Data provided START
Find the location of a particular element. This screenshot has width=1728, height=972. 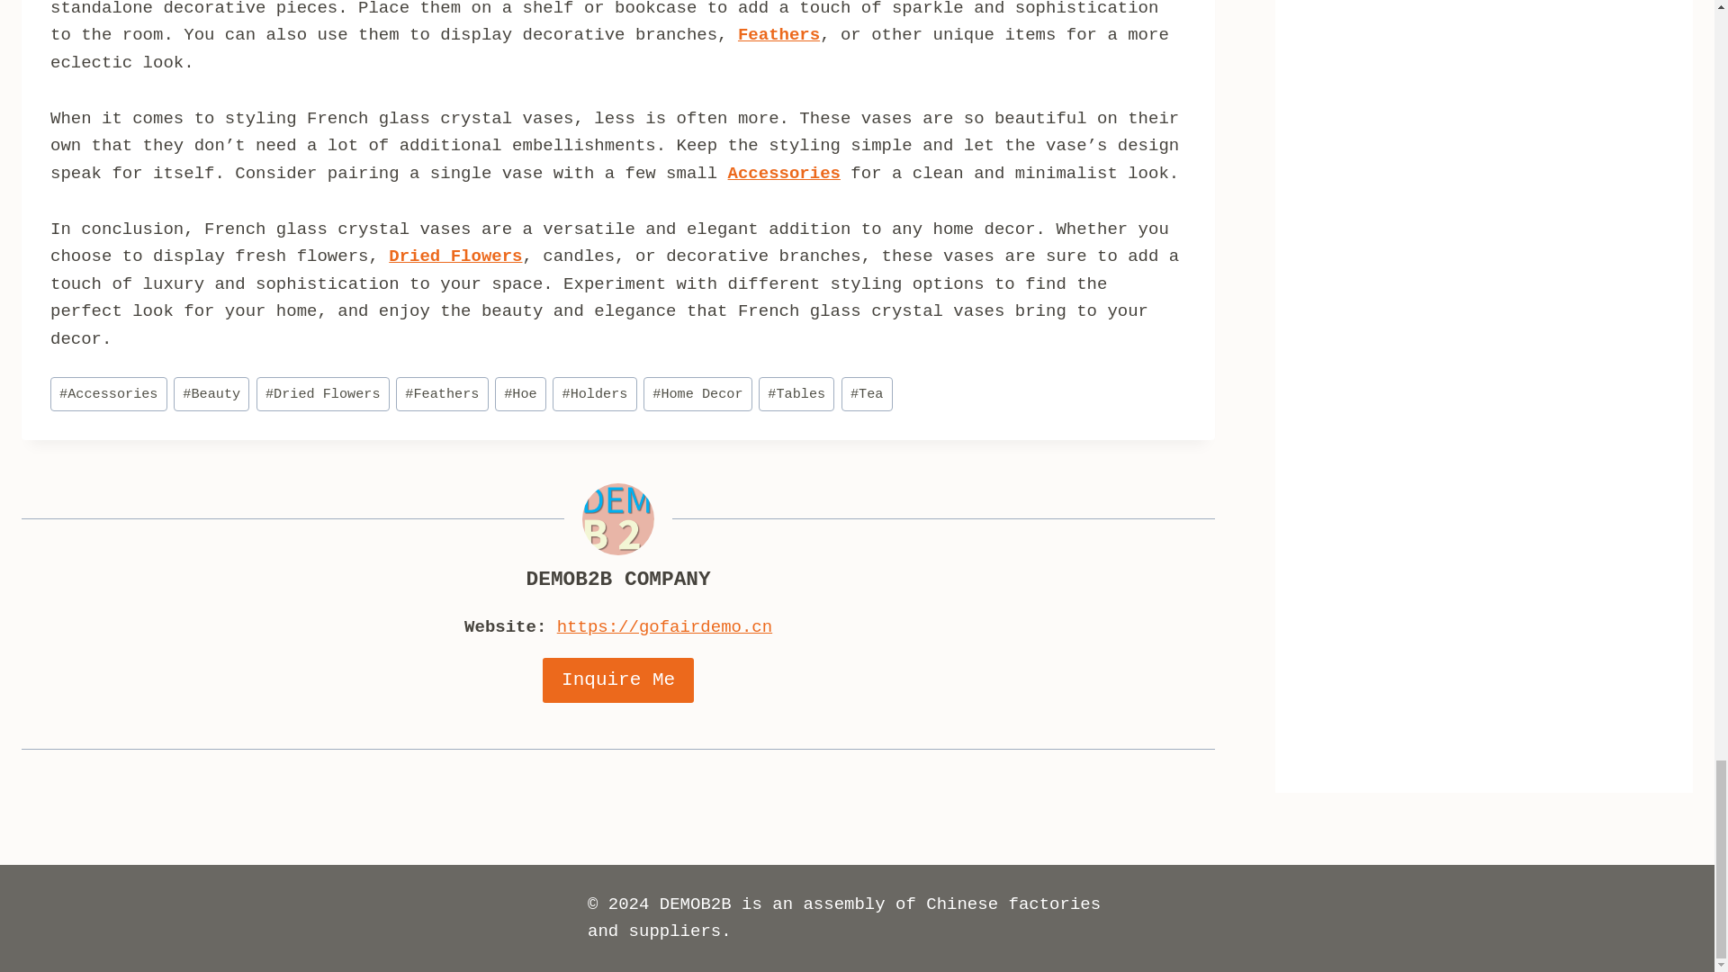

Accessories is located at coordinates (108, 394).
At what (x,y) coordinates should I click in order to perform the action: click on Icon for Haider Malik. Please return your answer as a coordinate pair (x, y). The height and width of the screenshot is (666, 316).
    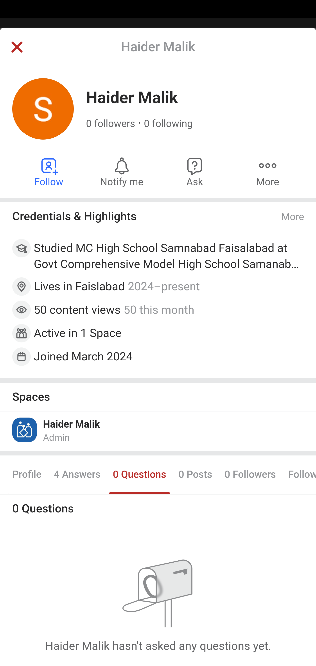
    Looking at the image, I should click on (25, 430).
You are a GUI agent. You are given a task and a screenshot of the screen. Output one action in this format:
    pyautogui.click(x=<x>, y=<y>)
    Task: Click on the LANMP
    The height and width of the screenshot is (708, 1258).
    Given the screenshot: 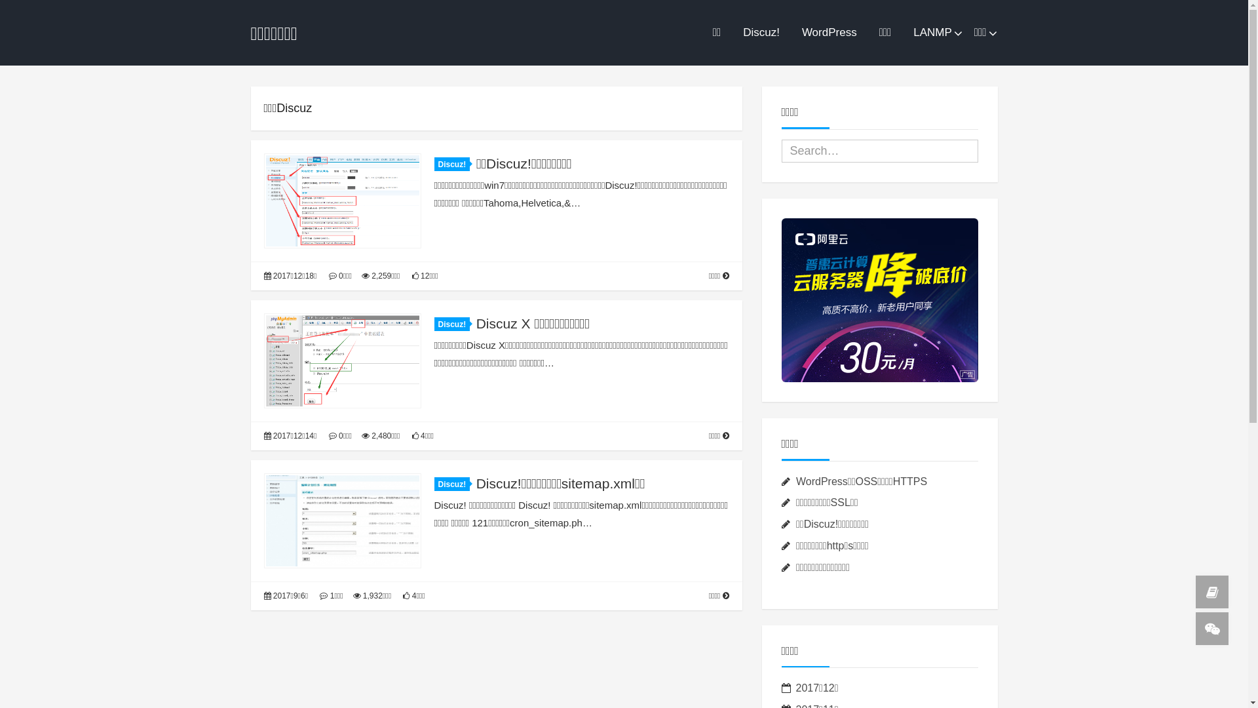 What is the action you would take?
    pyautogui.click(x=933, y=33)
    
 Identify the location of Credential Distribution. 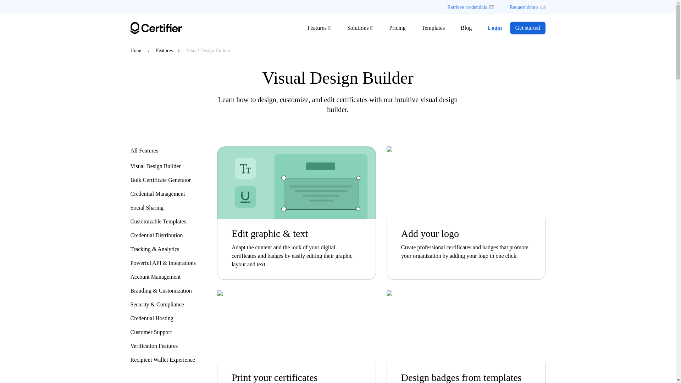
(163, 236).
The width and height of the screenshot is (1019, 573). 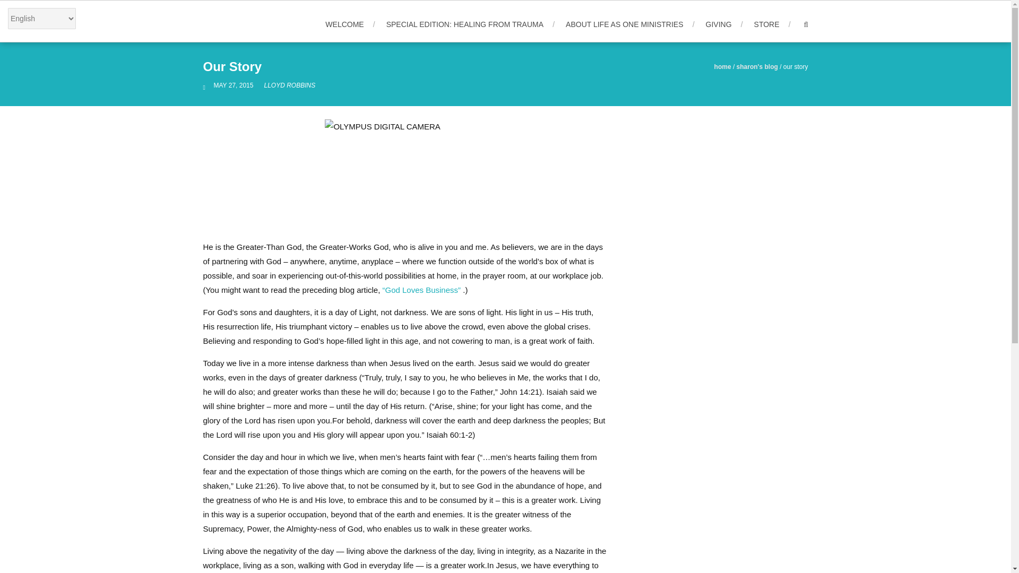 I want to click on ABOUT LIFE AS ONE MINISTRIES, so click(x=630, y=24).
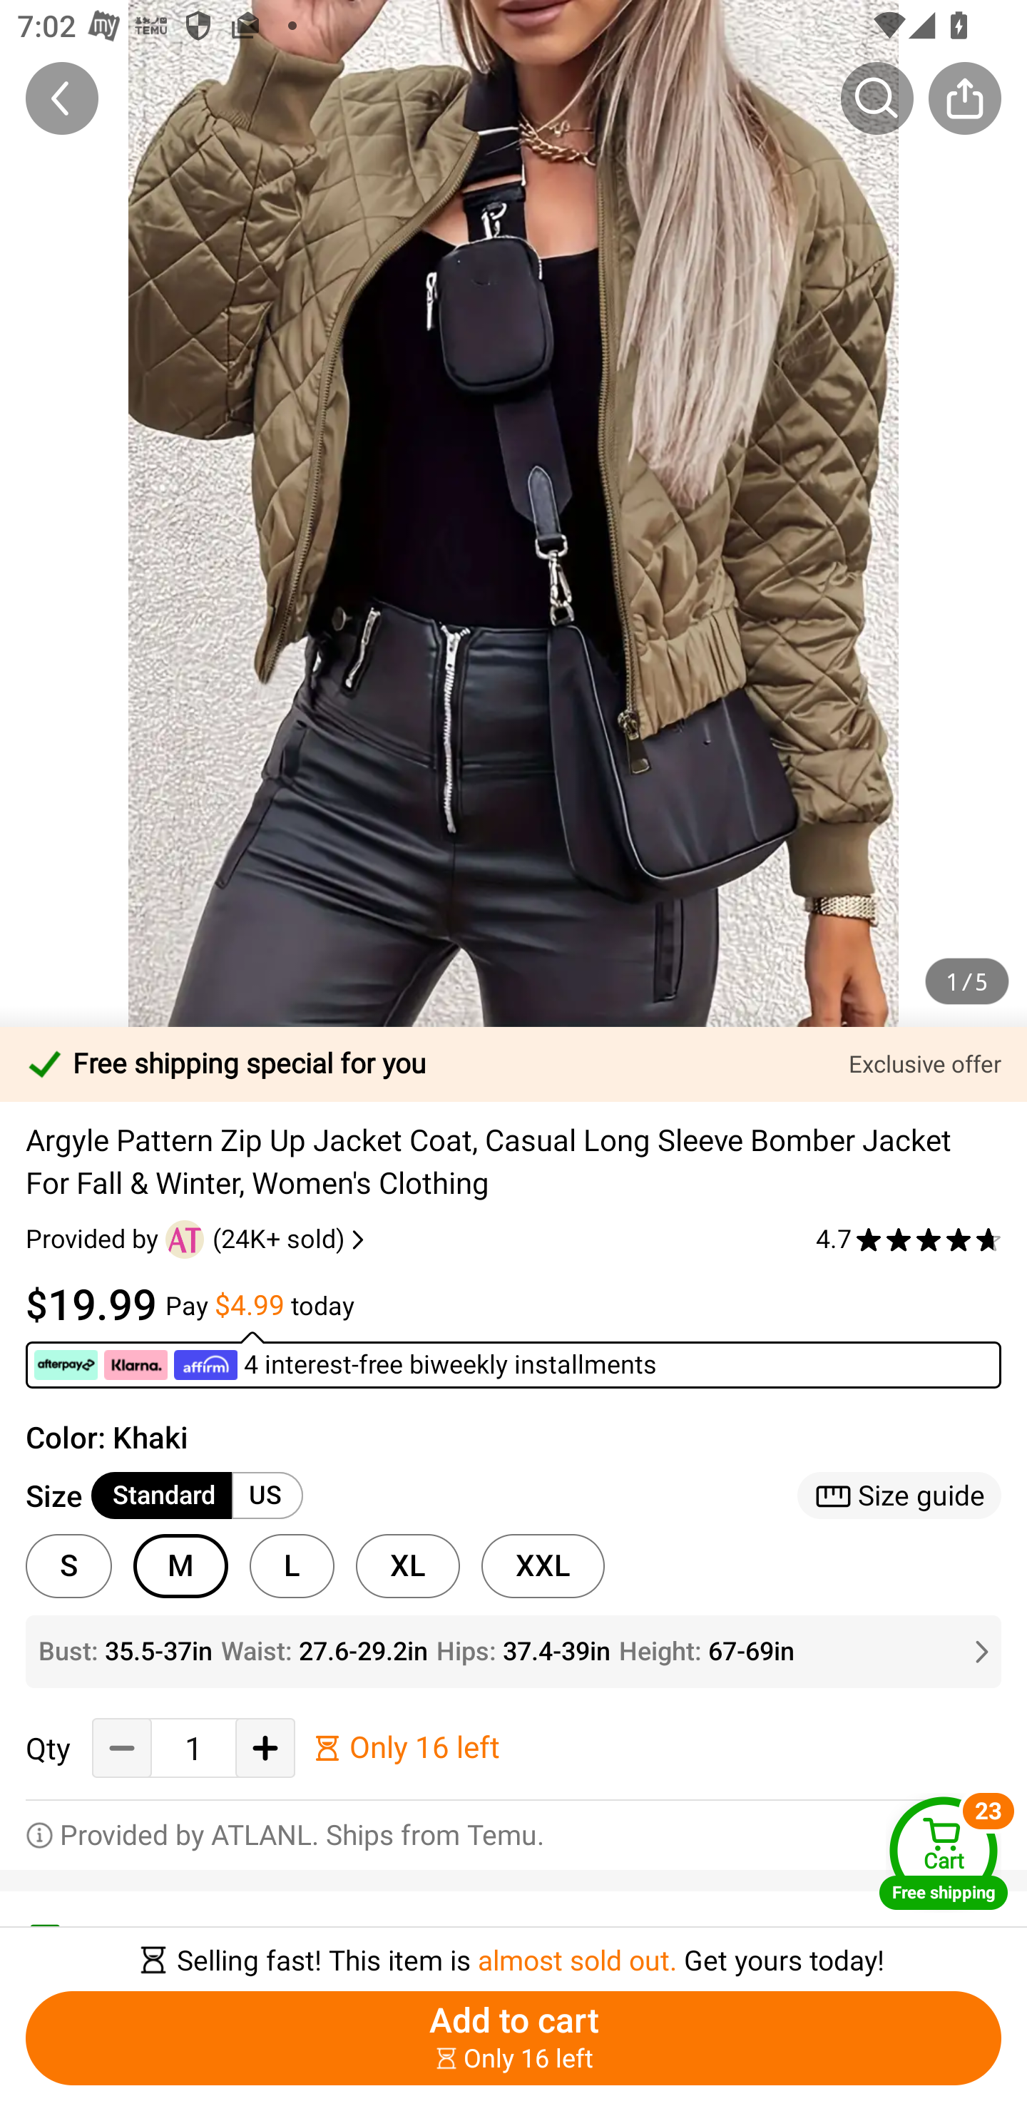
Data provided END
§ Task goal: Return the material from the line containing "At what (x,y)" through the line containing "The height and width of the screenshot is (708, 1258).", exactly and in full, but without its pictures.

§ Exercise output:
At what (x,y) coordinates should I click in order to perform the action: click on Icon for Haider Malik. Please return your answer as a coordinate pair (x, y). The height and width of the screenshot is (666, 316).
    Looking at the image, I should click on (25, 430).
You are a GUI agent. You are given a task and a screenshot of the screen. Output one action in this format:
    pyautogui.click(x=<x>, y=<y>)
    Task: Click on the LANMP
    The height and width of the screenshot is (708, 1258).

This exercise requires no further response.